Iranian entities have moved more than $3.84 billion in transactions through the cryptocurrency exchange CoinEx, according to an analysis of public blockchain data obtained by NewsData.io.
The figure underscores a persistent tension in crypto compliance: blockchain transactions are transparent and traceable, but identifying the beneficial owners behind addresses and determining intent remains difficult. CoinEx did not immediately respond to requests for comment.
U.S. regulators have long flagged sanctions evasion as a priority. The Financial Crimes Enforcement Network (FinCEN) requires money services businesses to file Suspicious Activity Reports when they detect transfers linked to sanctioned jurisdictions, and to freeze accounts when legally mandated. Enforcement actions against other platforms have included civil penalties and asset seizures.

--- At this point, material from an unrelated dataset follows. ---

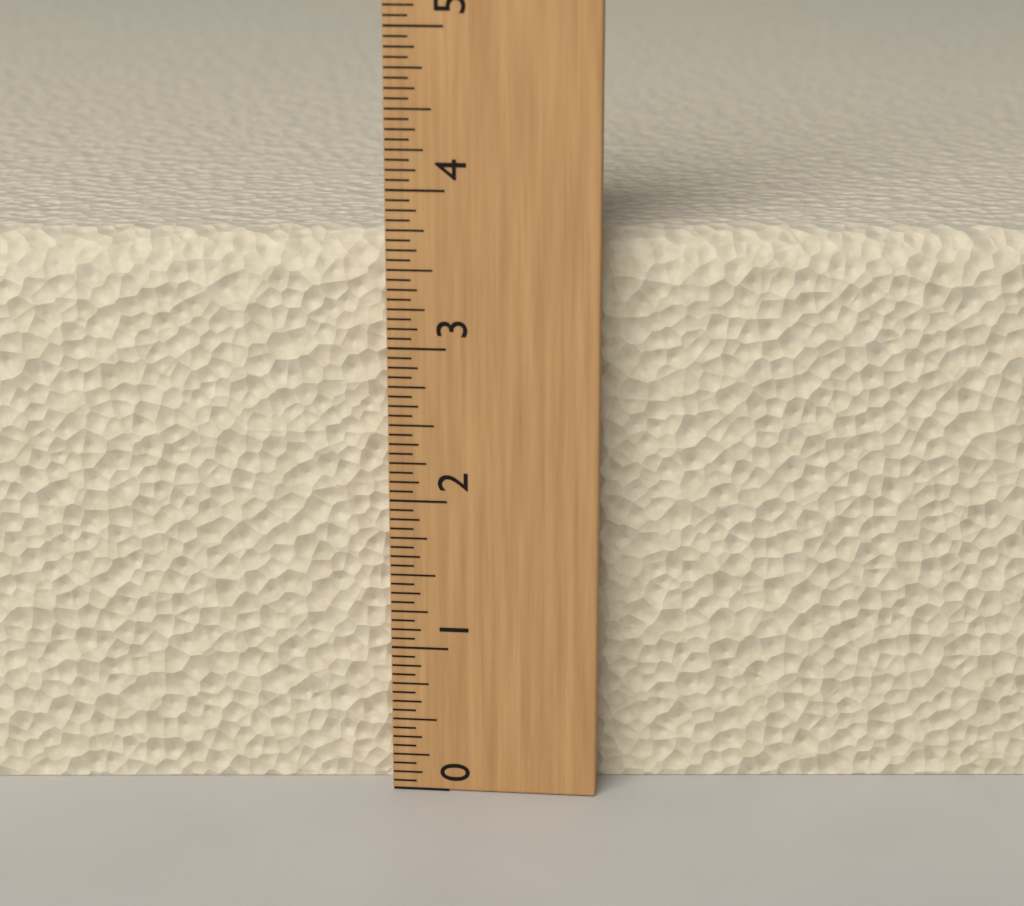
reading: 3.6875 (no unit)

The scale of transactions through CoinEx is notable given that major U.S.-regulated exchanges like Kraken and Coinbase maintain compliance teams and geographic restrictions specifically designed to prevent sanctioned-country access. Whether CoinEx operates comparable controls, and whether it has reported any suspicious activity to regulators, are not clear from the available record.
Blockchain analysis firms can identify wallet clusters and trace fund flows with high confidence, but they cannot definitively prove beneficial ownership or intent behind a transaction without additional intelligence. A $3.84 billion flow could represent a mix of prohibited transfers, legitimate peer-to-peer activity by residents of Iran, and mislabeled or misclassified addresses. Forensic detail from law enforcement or regulatory filings would be needed to establish which transactions violated sanctions.

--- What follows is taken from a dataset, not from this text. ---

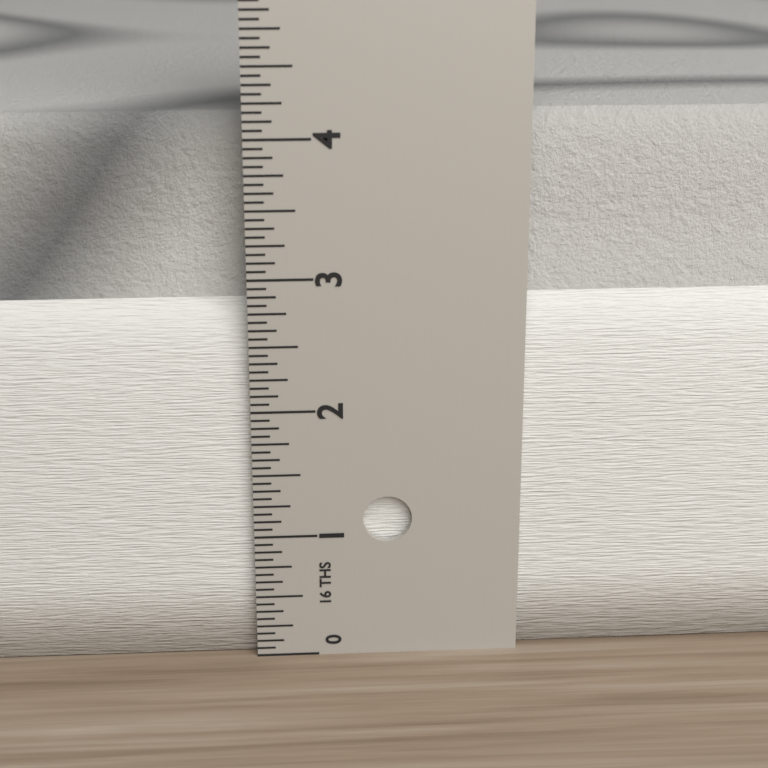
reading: 4.1250 in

CoinEx is registered in the Seychelles and operates globally without formal U.S. broker-dealer licensing, which gives it different compliance obligations than domestic U.S. exchanges. That regulatory structure also limits the jurisdiction available to U.S. authorities if the platform is found to have knowingly facilitated sanctions evasion.
The disclosure arrives as sanctions compliance in crypto remains under intensive scrutiny. The U.S. Treasury has sanctioned multiple crypto wallet addresses and exchanges in recent years, and federal investigators have pursued cases against platforms and individuals for operating unregistered money services. Regulatory clarity on exchange responsibilities in jurisdictions without clear licensing frameworks remains sparse.